What are the antonyms for Abridged?

Usage examples for Abridged

What is the purse but a kind of abridged extra corporeal stomach wherein we keep the money which we convert by purchase into food, as we presently convert the food by digestion into flesh and blood?
"Luck or Cunning?"
Samuel Butler
In the Morning Prayer it has the Venite in full and not abridged.
"A Short History of the Book of Common Prayer"
William Reed Huntington
The barrister knows many books on these subjects, and recommends me to read Sir W. W. Hunter's "History of India" in its abridged form of only 700 pages; I suppose I must!
"From Edinburgh to India & Burmah"
William G. Burn Murdoch

Famous quotes with Abridged

  • At each increase of knowledge, as well as on the contrivance of every new tool, human labour becomes abridged.
    Charles Babbage
  • There is a breed of fashion models who weigh no more than an abridged dictionary.
    Dave Barry
  • Some of us find our lives abridged even before the paperback comes out.
    Berkeley Breathed
  • Property has been the central consideration of the United States government, but it has become even more so over time.
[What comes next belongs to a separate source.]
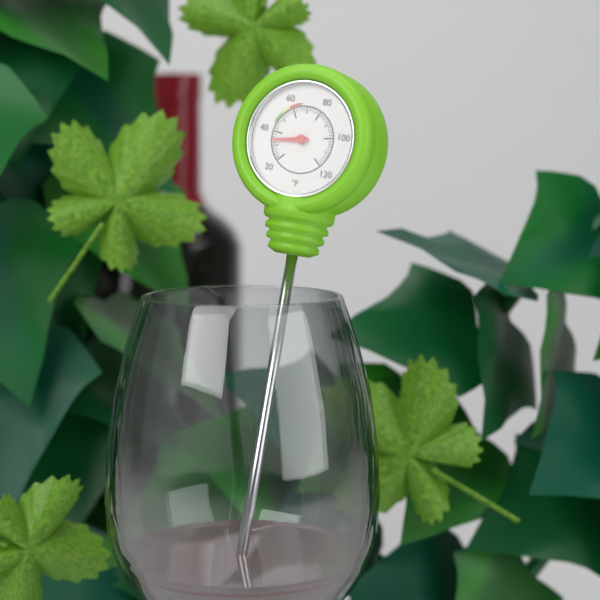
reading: 34 °F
Between the signing of the Declaration of Independence in 1776, to provide just one obvious, and in some ways, silly, example (silly because all of the terms are seemingly obvious, yet in fact nearly impossible to adequately define) and the passage of the Fourteenth Amendment to the U.S. Constitution in 1868, the inalienable right with which men [] are self-evidently endowed by their Creator, and which may not be abridged by the State, changed from "Life, Liberty, and the pursuit of Happiness," to life, liberty, and property. The Fourteenth Amendment, passed during the KKK's maiden reign of terror, ostensibly to protect the rights of blacks from racist state governments, has been used far more often to protect the rights to property: Of the Fourteenth Amendment cases brought before the Supreme Court between 1890 and 1910, only nineteen dealt with the rights of blacks, while two hundred and eighty-eight dealt with the rights of corporations.
    Derrick Jensen
  • Everything has altered its dimensions, except the world we live in. The more we know of that, the smaller it seems. Time and distance have been abridged, remote countries have become accessible, and the antipodes are upon visiting terms. There is a reunion of the human race; and the family resemblance now that we begin to think alike, dress alike, and live alike, is very striking. The South Sea Islanders, and the inhabitants of China, import their fashions from Paris, and their fabrics from Manchester, while Rome and London supply missionaries to the ‘ends of the earth,’ to bring its inhabitants into ‘one fold, under one Shepherd.’ Who shall write a book of travels now? Livingstone has exhausted the subject. What field is there left for a future Munchausen? The far West and the far East have shaken hands and pirouetted together, and it is a matter of indifference whether you go to the moors in Scotland to shoot grouse, to South America to ride and alligator, or to Indian jungles to shoot tigers-there are the same facilities for reaching all, and steam will take you to either with the equal ease and rapidity. We have already talked with New York; and as soon as our speaking-trumpet is mended shall converse again. ‘To waft a sigh from Indus to the pole,’ is no longer a poetic phrase, but a plain matter of fact of daily occurrence. Men breakfast at home, and go fifty miles to their counting-houses, and when their work is done, return to dinner. They don’t go from London to the seaside, by way of change, once a year; but they live on the coast, and go to the city daily. The grand tour of our forefathers consisted in visiting the principle cities of Europe. It was a great effort, occupied a vast deal of time, cost a large sum of money, and was oftener attended with danger than advantage. It comprised what was then called, the world: whoever had performed it was said to have ‘seen the world,’ and all that it contained. The Grand Tour now means a voyage round the globe, and he who has not made it has seen nothing.